New project aims to tackle food loss in Ontario's produce industry
The fight against food waste has been taken to a new level this week in Ontario.
On Tuesday, the Ontario Produce Marketing Association announced plans to team up with a leading Canadian food-waste fighting company, Value Chain Management International, to produce and run a federally-funded series of eight workshops on food waste for Ontario's produce value chain.
Yesterday, a working group of two-dozen government and industry stakeholders will meet for the first time in downtown Toronto to begin discussing a sweeping food and organic waste strategy for Ontario.
"This is a very important initiative that will help to improve the competitiveness of Ontario produce," OPMA president Virginia Zimm said about the food waste workshops from Toronto's Ontario Food Terminal, where five million pounds of produce transit every day.
Hailed as a first in North America, the project aims to provide everyone from growers, packers and shippers to wholesalers, distributors and retailers with food waste-reducing skills and daily management tools.
"There is waste at every stop along the food chain (and) this project is about helping the industry realize that opportunities exist to reduce it," said VCMI founder Martin Gooch, a well-known Canadian food waste expert. "In fresh produce, waste typically accounts for 20% of all costs incurred.
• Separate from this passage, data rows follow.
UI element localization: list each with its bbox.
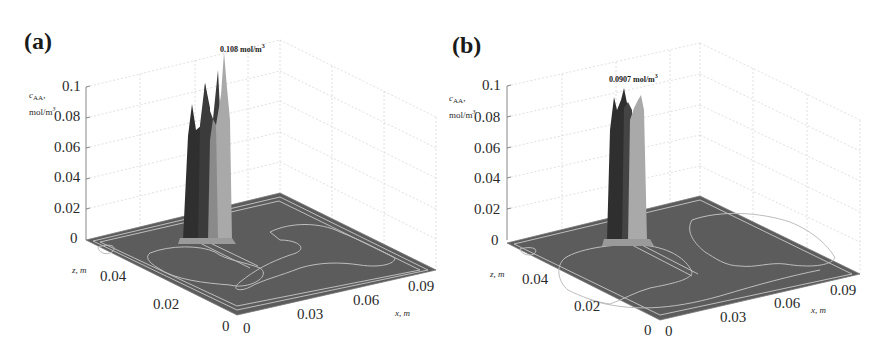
z-tick-0: 0 [70,230,78,247]
panel-label-a: (a) [24,28,52,55]
z-tick-0-08: 0.08 [474,109,500,126]
figure: (a) 0.108 mol/m3 cAA, mol/m3 0 0.02 0.04… [0,0,891,359]
depth-tick-0: 0 [644,322,652,339]
panel-b: (b) 0.0907 mol/m3 cAA, mol/m3 0 0.02 0.0… [430,0,875,359]
z-axis-title-a: cAA, mol/m3 [29,90,56,118]
panel-label-b: (b) [452,32,481,59]
peak-annotation-b: 0.0907 mol/m3 [609,73,658,84]
z-tick-0-06: 0.06 [474,140,500,157]
depth-tick-0-02: 0.02 [153,296,179,313]
depth-tick-0-04: 0.04 [522,271,548,288]
z-tick-0-04: 0.04 [474,170,500,187]
peak-annotation-a: 0.108 mol/m3 [220,43,265,54]
x-axis-title-a: x, m [395,308,410,318]
z-axis-ticks [507,85,511,209]
x-axis-title-b: x, m [811,305,826,315]
z-tick-0-1: 0.1 [482,77,501,94]
x-tick-0-03: 0.03 [720,309,746,326]
peak-cluster-a [178,52,236,244]
depth-tick-0-02: 0.02 [574,298,600,315]
depth-axis-title-a: z, m [72,265,87,275]
panel-a: (a) 0.108 mol/m3 cAA, mol/m3 0 0.02 0.04… [0,0,445,359]
z-axis-title-b: cAA, mol/m3 [449,93,476,121]
x-tick-0-06: 0.06 [774,295,800,312]
z-tick-0-1: 0.1 [62,78,81,95]
z-tick-0-02: 0.02 [54,200,80,217]
depth-tick-0-04: 0.04 [100,268,126,285]
x-tick-0: 0 [665,323,673,340]
x-tick-0-06: 0.06 [353,292,379,309]
peak-cluster-b [602,88,654,246]
depth-axis-title-b: z, m [490,269,505,279]
z-tick-0: 0 [491,232,499,249]
z-axis-ticks [86,86,90,209]
z-tick-0-08: 0.08 [54,108,80,125]
z-tick-0-02: 0.02 [474,201,500,218]
depth-tick-0: 0 [222,318,230,335]
z-tick-0-04: 0.04 [54,169,80,186]
x-tick-0-09: 0.09 [830,282,856,299]
x-tick-0: 0 [243,320,251,337]
x-tick-0-03: 0.03 [297,306,323,323]
z-tick-0-06: 0.06 [54,139,80,156]
surface-floor [86,193,436,315]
Reducing waste by one per cent can result in the equivalent of a 4% increase in revenue."
Gooch and Peter Whitehead, who has led similar waste-reduction initiatives in the United Kingdom and works with the UK's Waste Resources Action Programme—or WRAP—have developed learning materials for the workshops, which are being funded to the tune of $80,000 by the federal Agricultural Adaptation Council.
The workshop series will begin with two open sessions in Toronto on Feb. 8 and March 29.
By then, the province's stakeholder working group will be well on its way to developing a much broader strategy to fight food waste in Ontario.
Spun from last year's Waste Free Ontario Act, which identifies the province's interest in resource recovery and waste reduction and establishes new regulatory responsibilities for producers, the working group is being asked to develop a food and organic waste framework that will guide government policy and action.
Driving the strategy is an underlying desire to combat climate change by reducing the amount of organic materials going into landfills (and cutting the resulting greenhouse gas emissions) by 40% by 2025 and 60% by 2035.
"I welcome the government's approach," said Gary Sands, senior vice-president of public policy and advocacy with the Canadian Federation of Independent Grocers.
CFIG is one of a dozen industry stakeholders on the working group, along with Food & Consumer Products of Canada, Grocery Manufacture Collaboration, the Ontario Federation of Agriculture, and the Retail Council of Canada.
Sands said he hopes the working group's discussions can lead to an industry-wide approach to dealing with food waste, rather than individual initiatives like the new OPMA workshops.
"I hope we realize this is an emerging issue like climate change and that we can work together instead of in silos," said Sands. "It would be great if we can develop a template that can be used in other provinces, so that we don't have to reinvent the wheel all the time."